Professor Wole Soyinka, an elder statesman and Nobel laureate has agreed with the words of ex-President Olusegun Obasanjo that, the country is more divided as never before under the current administration of President Muhammadu Buhari.
Soyinka in a statement signed on Tuesday titled, “Between ‘Dividers-in-chief’ and Dividers-in-law,”
said though not a fan of ex-President Olusegun Obasanjo, but embraced any accurate reading of this nation as a contraption teetering on the edge of total collapse.
Obasanjo last week said the country was slowly becoming a failed state and more divided under the Buhari regime. But the presidency reacted to the comment by describing the ex-president as a ‘Divider-in-chief.”
Soyinka said, “I am notoriously no fan of Olusegun Obasanjo, General, twice former president and co-architect with other past leaders of the crumbling edifice that is still generously called Nigeria. I have no reasons to change my stance on his record. Nonetheless, I embrace the responsibility of calling attention to any accurate reading of this nation from whatever source, as a contraption teetering on the very edge of total collapse. We are close to extinction as a viable comity of peoples, supposedly bound together under an equitable set of protocols of co-habitation, capable of producing its own means of existence, and devoid of a culture of sectarian privilege and will to dominate.”
The Nobel laureate stated that on Africa Day, May 2019, organised by the United Bank of Africa, he similarly seized an opening to direct the attention of this government to warnings by Obasanjo over the self-destruct turn that the nation had taken, urging the wisdom of heeding the message, even while remaining chary of the messenger.
Soyinka said, “That advice appears to have fallen on deaf ears. In place of reasoned response and openness to some serious dialogue, what this nation has been obliged to endure has been insolent distractions from garrulous and coarsened functionaries, apologists and sectarian opportunists.
“The nation is divided as never before, and this ripping division has taken place under the policies and conduct of none other than President Buhari– does that claim belong in the realms of speculation? Does anyone deny that it was this president who went to sleep while communities were consistently ravaged by cattle marauders, were raped and displaced in their thousands and turned into beggars all over the landscape? Was it a different president who, on being finally persuaded to visit a scene of carnage, had nothing more authoritative to offer than to advice the traumatised victims to learn to live peacefully with their violators?
And what happened to the Police Chief who had defied orders from his Commander-in-Chief to relocate fully to the trouble spot – he came, saw, and bolted, leaving the ‘natives’ to their own devices. Any disciplinary action taken against ‘countryman’?
Was it a spokesman for some ghost president who chortled in those early, yet controllable stages of now systematised mayhem, gleefully dismissed the mass burial of victims in Benue State as a “staged show” for international entertainment? Did the other half of the presidential megaphone system not follow up – or was it, precede? – with the wisdom that they, the brutalised citizenry, should learn to bow under the yoke and negotiate, since “only the living” can enjoy the dividends of legal rights?”
While Obasanjo and the Nobel laureate are on the same page as regards the State of the nation, it will not come as a surprise that it will generate a response from the presidency.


▶ [About this task]
Once the line with "What do you see at coordinates (294, 196)" is found, write it out along with every line after it, exactly, up to the last line of the entries below. Exclude pictures.

▶ [Data in this exercise]
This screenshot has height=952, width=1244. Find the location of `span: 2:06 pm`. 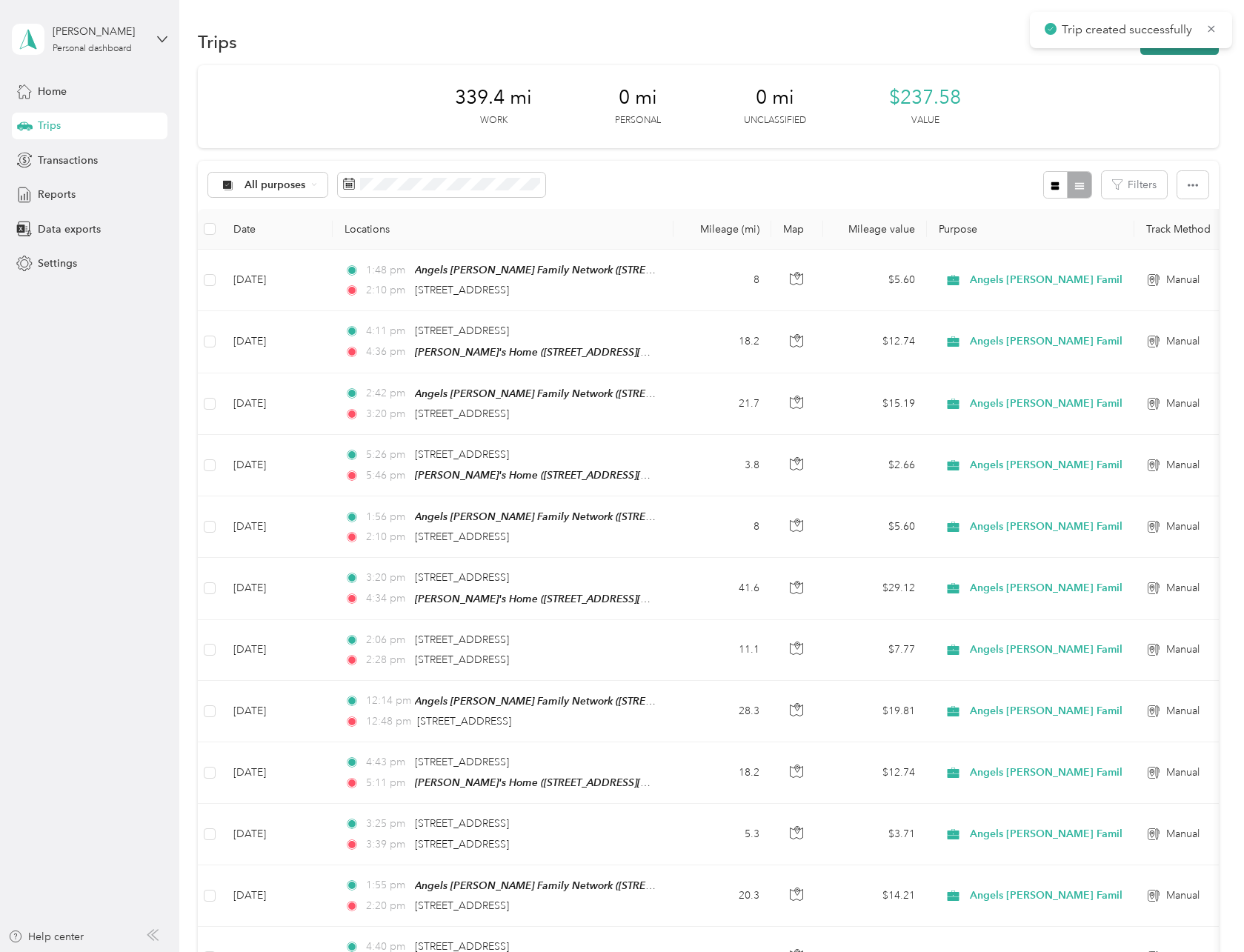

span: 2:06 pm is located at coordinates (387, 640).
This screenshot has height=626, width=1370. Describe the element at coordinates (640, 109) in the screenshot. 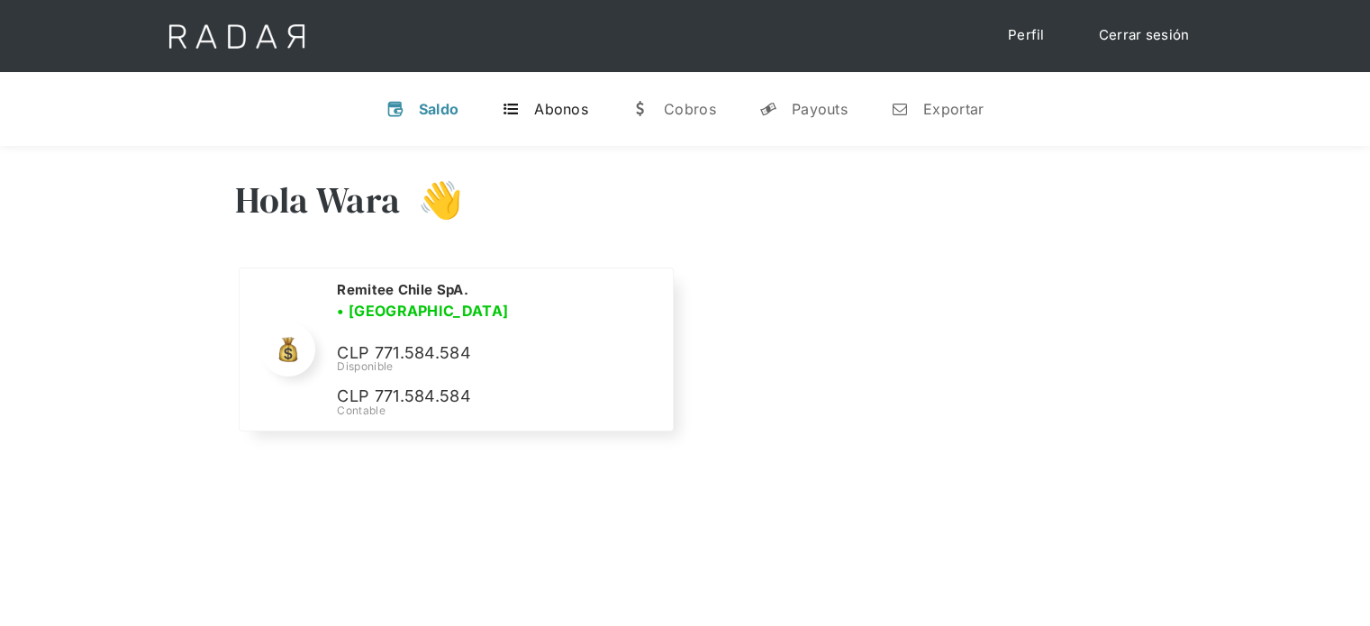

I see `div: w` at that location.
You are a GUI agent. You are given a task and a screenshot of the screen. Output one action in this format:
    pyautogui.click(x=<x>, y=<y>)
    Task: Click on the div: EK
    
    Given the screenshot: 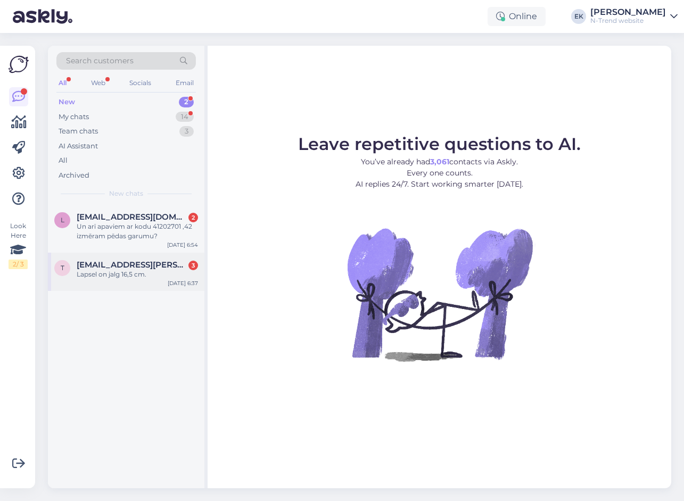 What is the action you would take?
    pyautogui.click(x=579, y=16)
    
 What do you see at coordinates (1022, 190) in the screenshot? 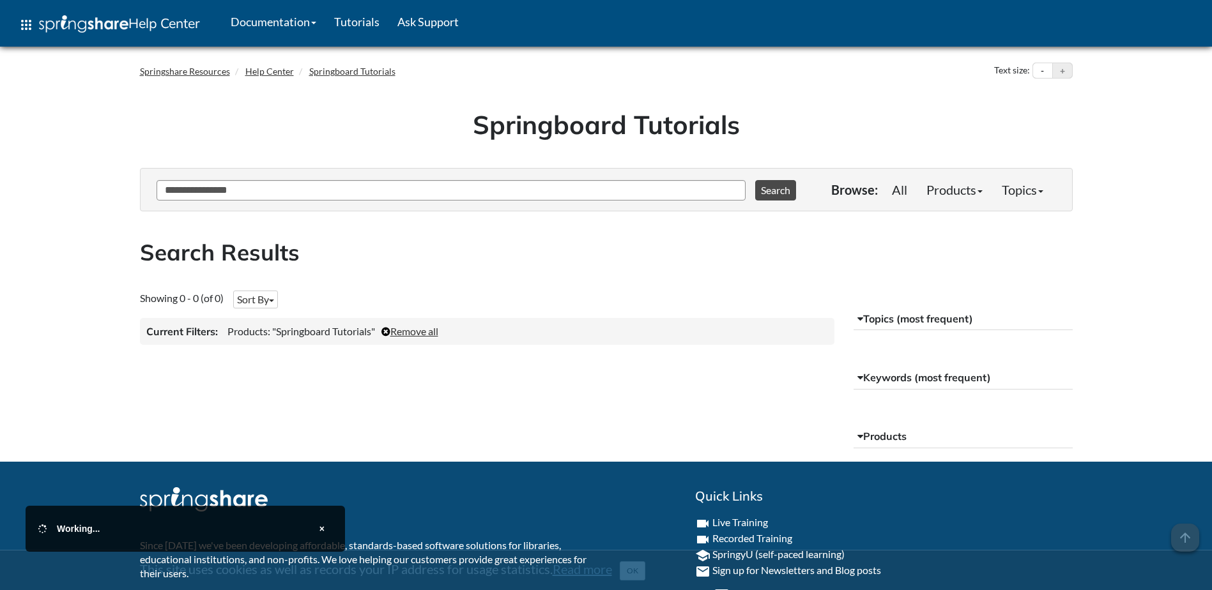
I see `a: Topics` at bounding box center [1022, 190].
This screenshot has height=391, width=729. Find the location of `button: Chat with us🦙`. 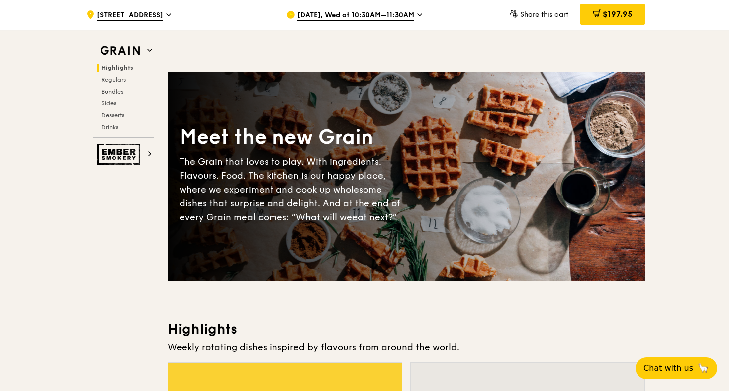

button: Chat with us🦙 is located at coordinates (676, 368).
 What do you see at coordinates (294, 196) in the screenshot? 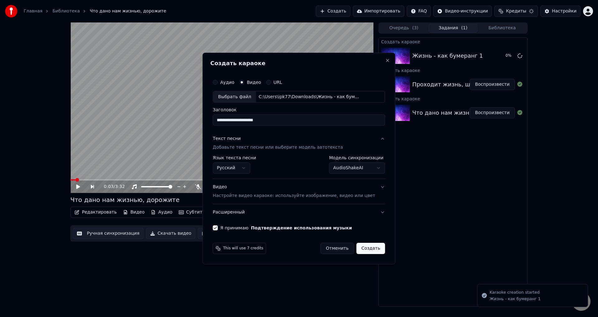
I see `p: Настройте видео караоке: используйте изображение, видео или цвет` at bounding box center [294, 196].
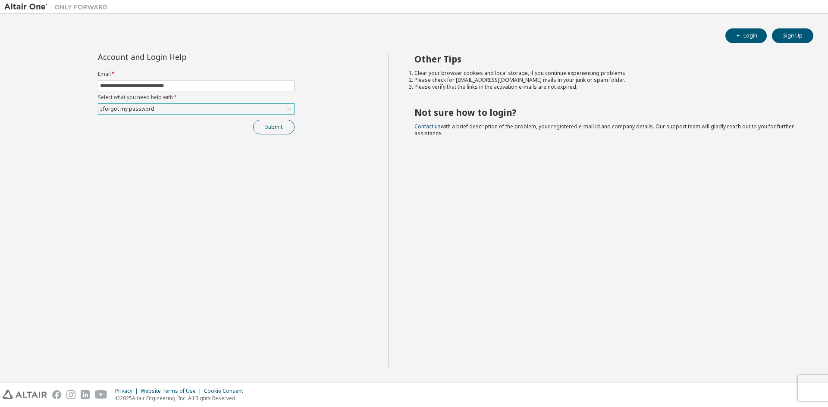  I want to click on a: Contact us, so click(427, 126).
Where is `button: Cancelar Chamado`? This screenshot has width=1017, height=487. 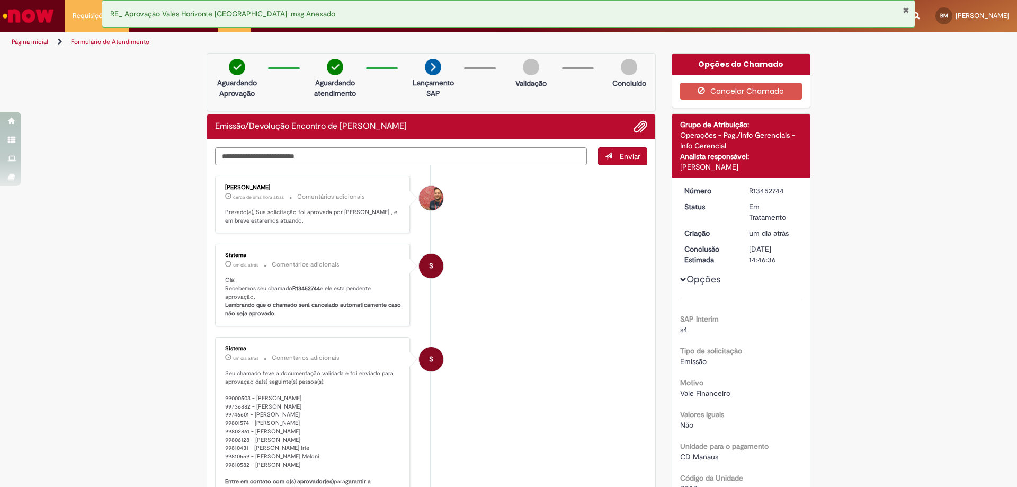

▶ [Written solution]
 What do you see at coordinates (294, 196) in the screenshot? 
I see `p: Настройте видео караоке: используйте изображение, видео или цвет` at bounding box center [294, 196].
  I want to click on a: Contact us, so click(427, 126).
Where is `button: Cancelar Chamado`? This screenshot has width=1017, height=487. 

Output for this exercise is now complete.